### ABOUT THIS EXERCISE
Give back the records below verbatim, please, but without a single image.

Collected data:
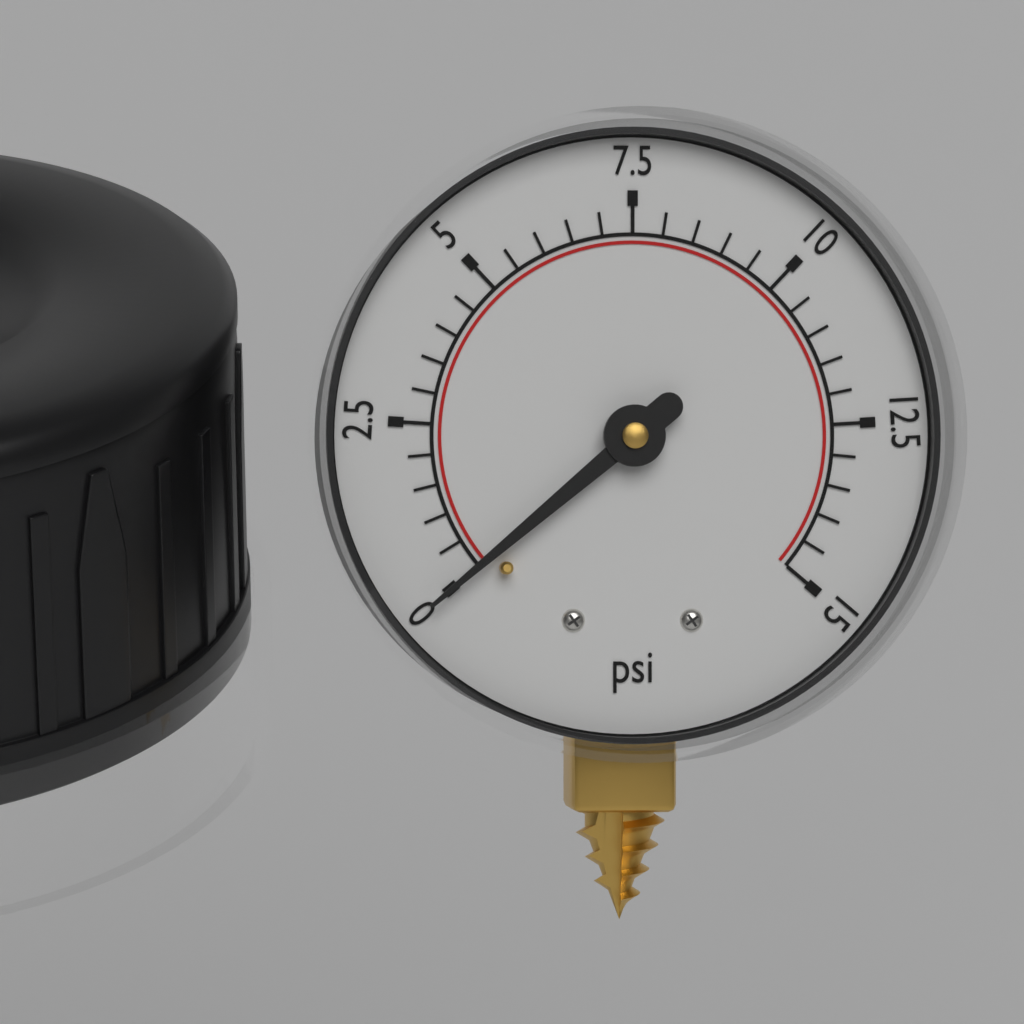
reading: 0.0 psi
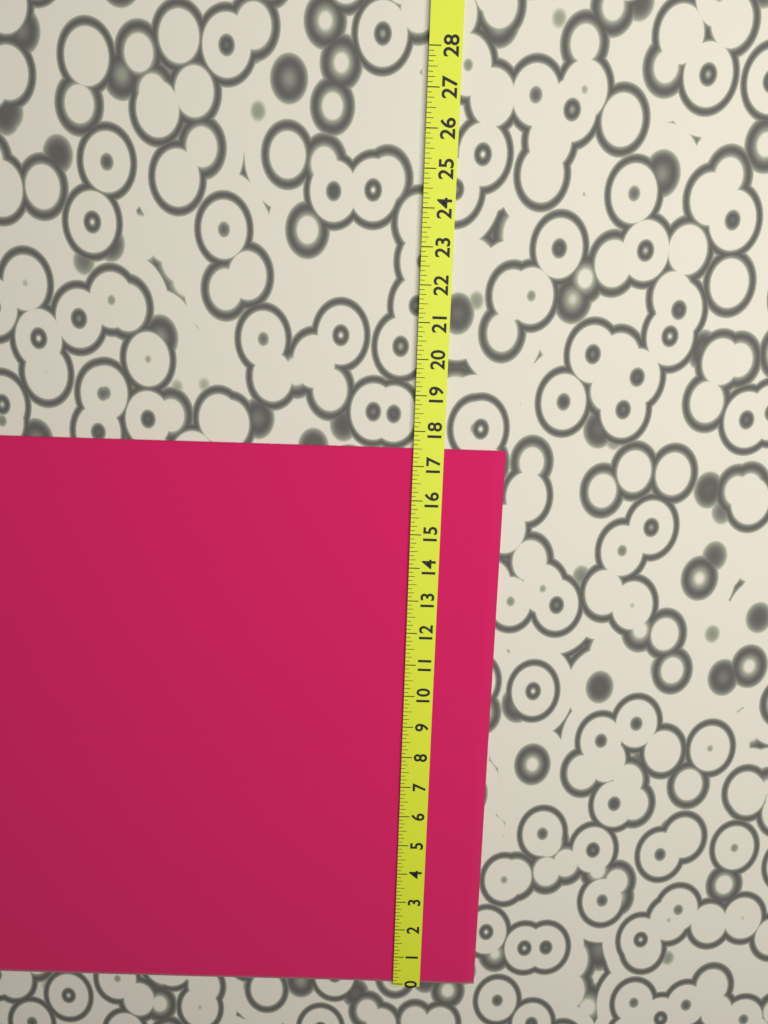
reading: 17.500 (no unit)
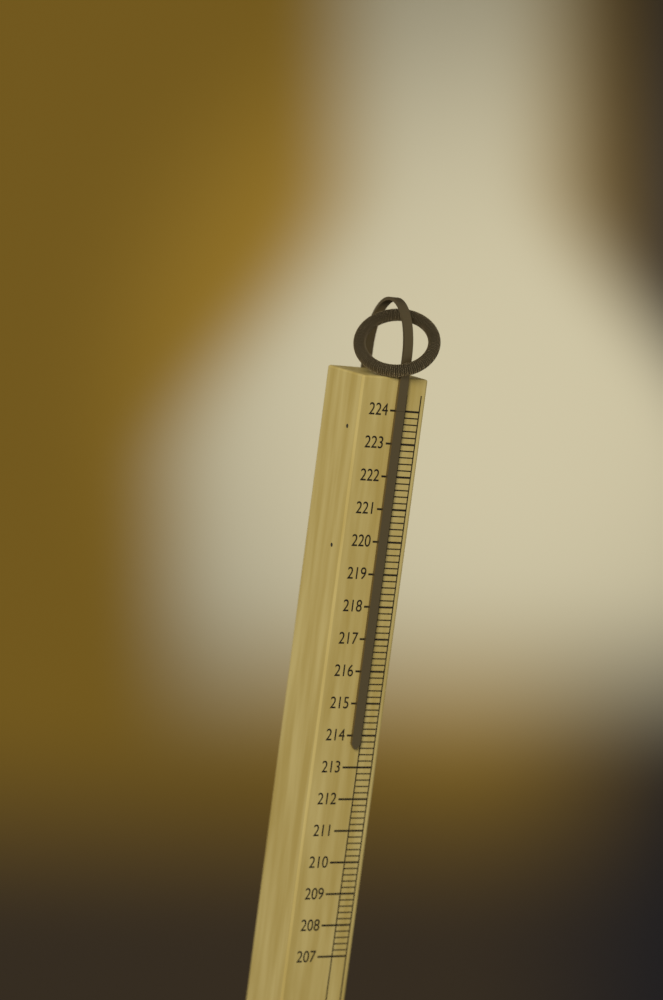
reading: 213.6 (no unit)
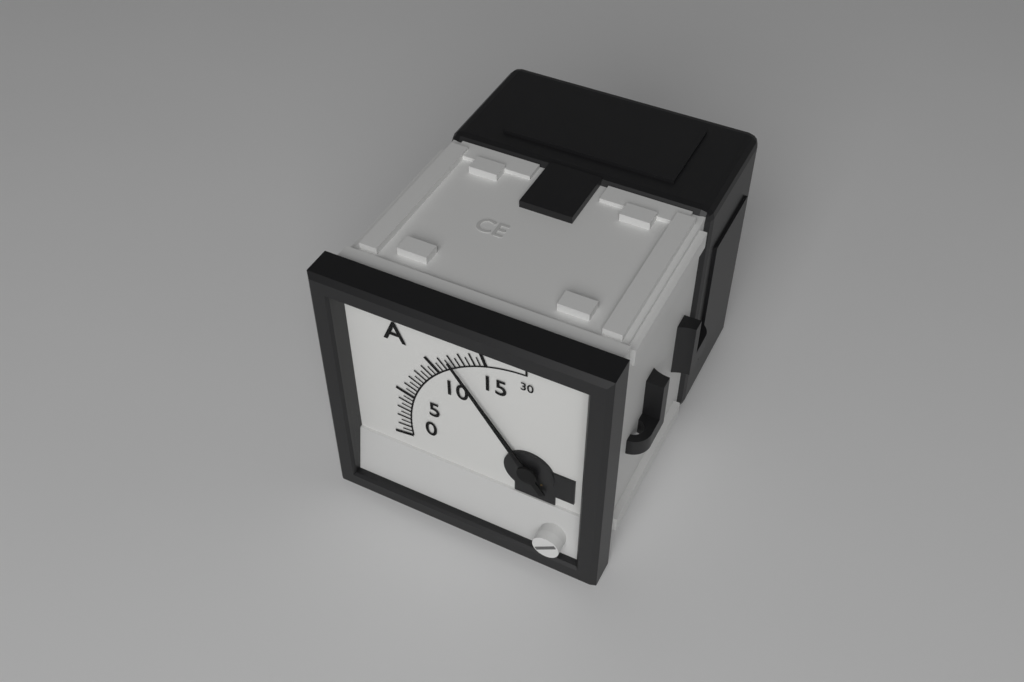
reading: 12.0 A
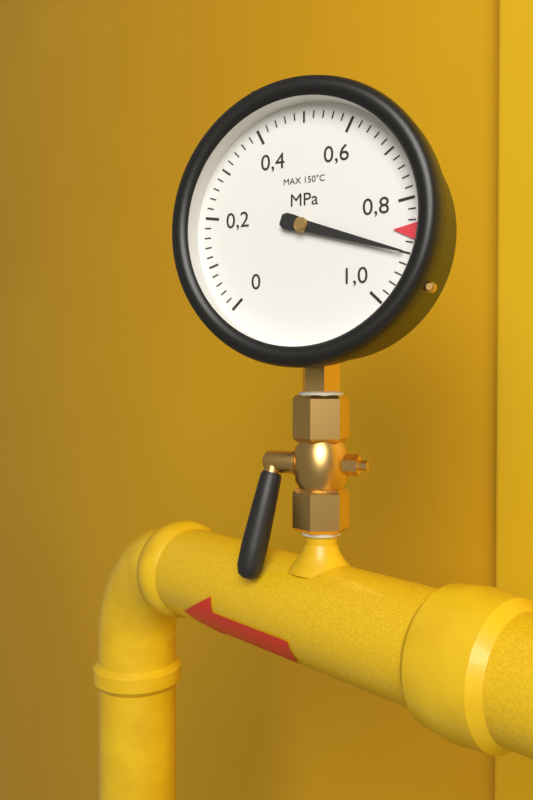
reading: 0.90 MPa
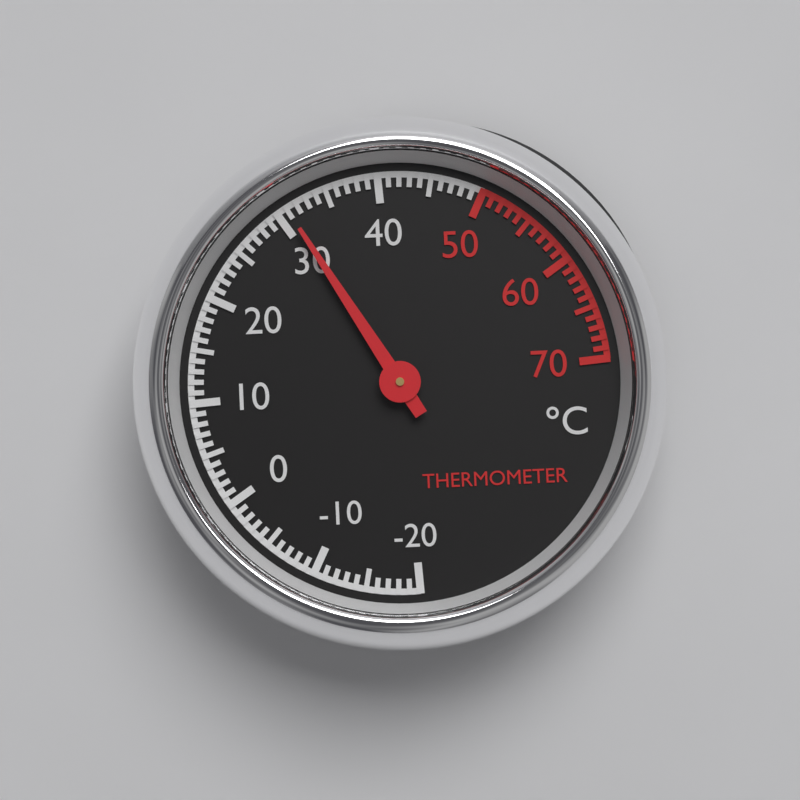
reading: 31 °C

### REPLY TO THE EXERCISE
reading: 0.0 psi
reading: 17.500 (no unit)
reading: 213.6 (no unit)
reading: 12.0 A
reading: 0.90 MPa
reading: 31 °C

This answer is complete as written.